I have a hosted, CMS-based web app that I want to package as an Android / iOS app with Ionic Capacitor. So I added
"server": {
"url": "https://my.domain/"
},
to capacitor.config.json and did
import { Capacitor, Plugins } from '@capacitor/core';
console.log('Plugins', Capacitor.Plugins);
in the main Javascript file of my app (I use webpack for bundling). This basically works, i.e. the app gets loaded and displayed properly. But on the console I see that Capacitor loads the web versions of the plugins, and Device.getInfo()
says that the platform is "web", not "android".
How can I make Capacitor act like it would when my app was loaded from the device's file system, and in particular how can I make it use the native versions of the plugins in this setup?
As it turned out, the reason for my troubles where that my pages had an active service worker. Capacity uses WebViewClient::shouldInterceptRequest for injecting the Javascript code that initializes the bridge to the native world, and Android does not call this callback for requests that a service worker handles. Instead, it has a separate callback for these requests that is available via a ServiceWorkerController.
So what I did was creating my own tiny plugin:
@NativePlugin
public class ServiceWorker extends Plugin {
@RequiresApi(api = Build.VERSION_CODES.N)
@Override
public void load() {
ServiceWorkerController swController = ServiceWorkerController.getInstance();
swController.setServiceWorkerClient(new ServiceWorkerClient() {
@Override
public WebResourceResponse shouldInterceptRequest(WebResourceRequest request) {
return bridge.getLocalServer().shouldInterceptRequest(request);
}
});
}
}
and then it worked as expected. (I also had to add the getter for localServer to the Bridge class.)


- [TASK]
Output every line below as it stands, dropping only the images.

- [PROVIDED DATA]

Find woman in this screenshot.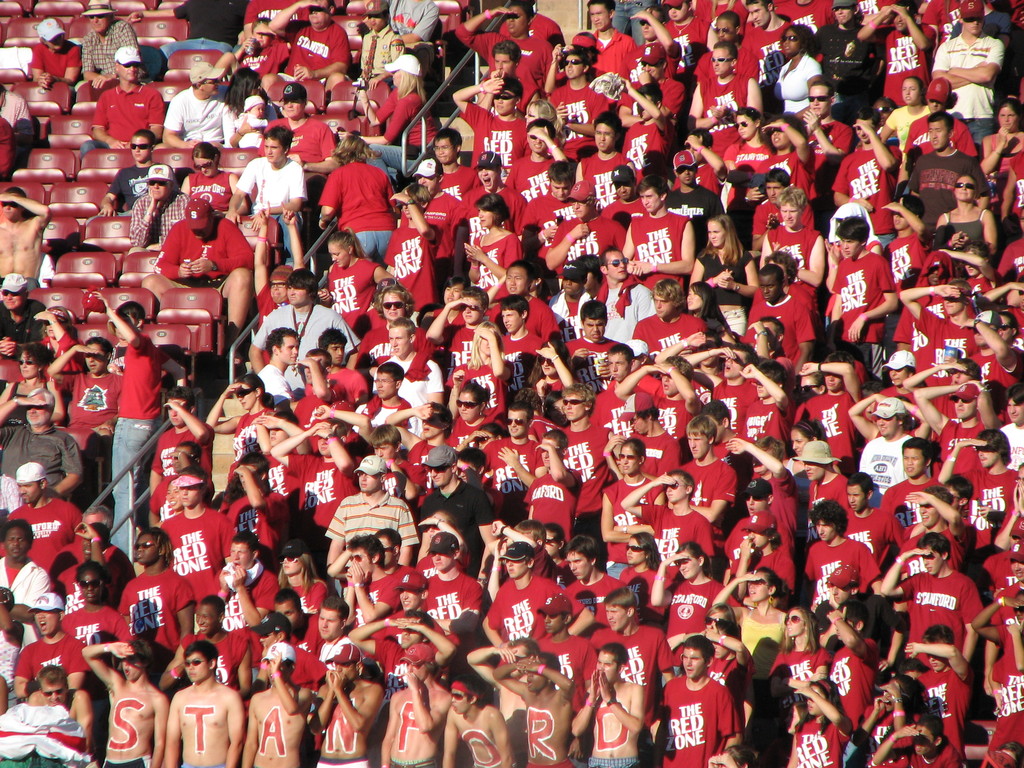
The bounding box for woman is left=685, top=280, right=732, bottom=328.
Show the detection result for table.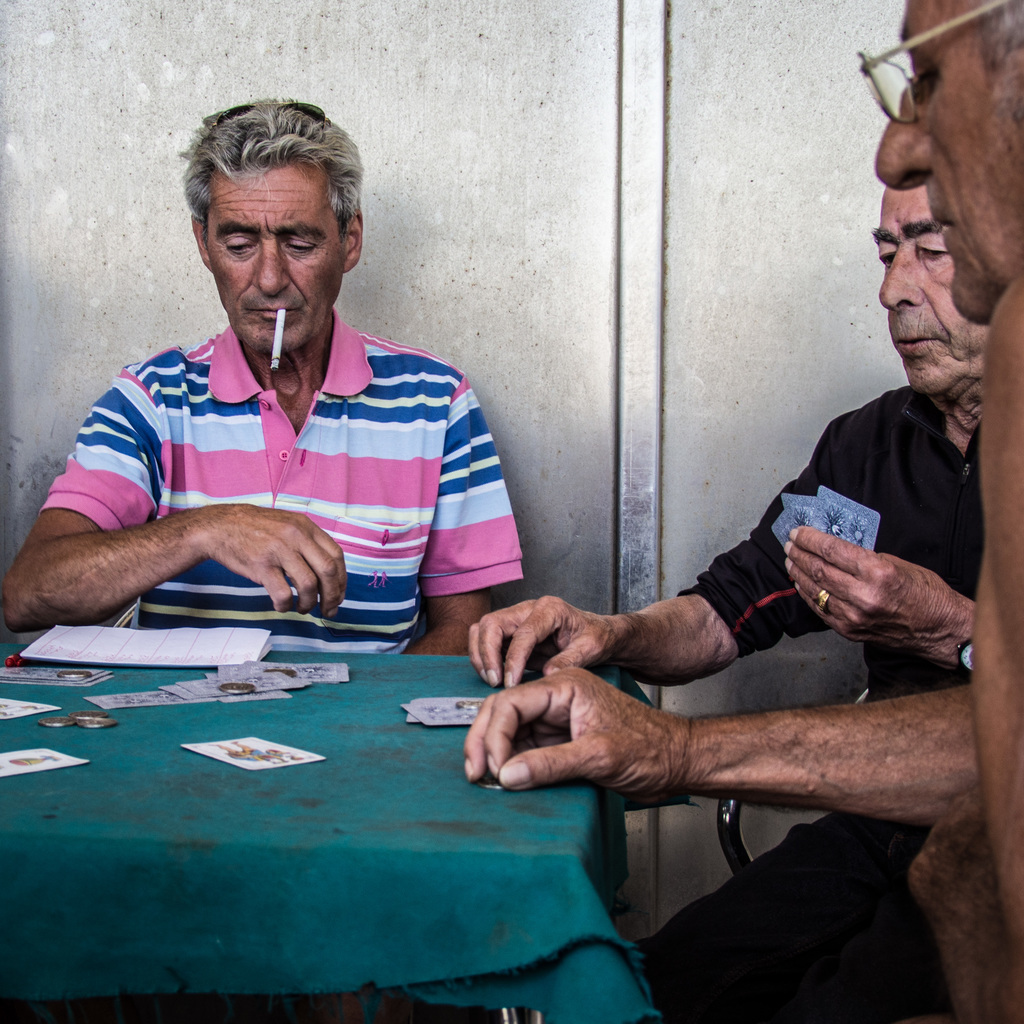
3 564 699 1023.
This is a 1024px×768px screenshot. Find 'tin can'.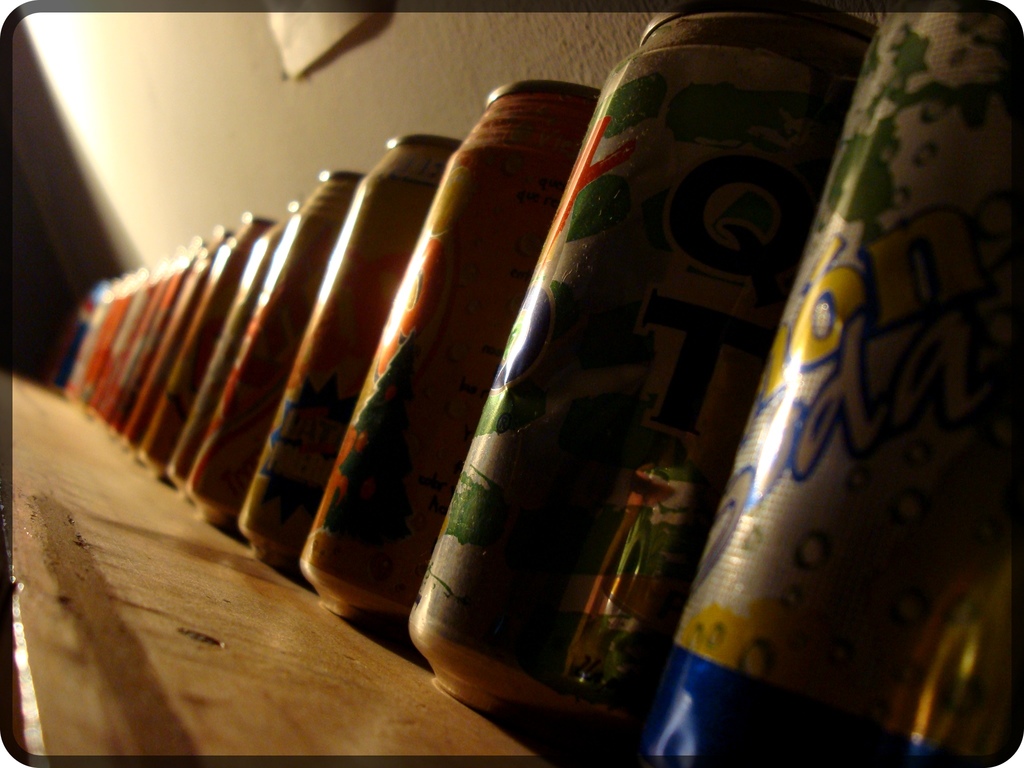
Bounding box: locate(230, 129, 463, 574).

- [SOLUTION TO THIS PROBLEM]
Find woman in this screenshot.
The bounding box for woman is left=685, top=280, right=732, bottom=328.
Show the detection result for table.
3 564 699 1023.
This is a 1024px×768px screenshot. Find 'tin can'.
Bounding box: locate(230, 129, 463, 574).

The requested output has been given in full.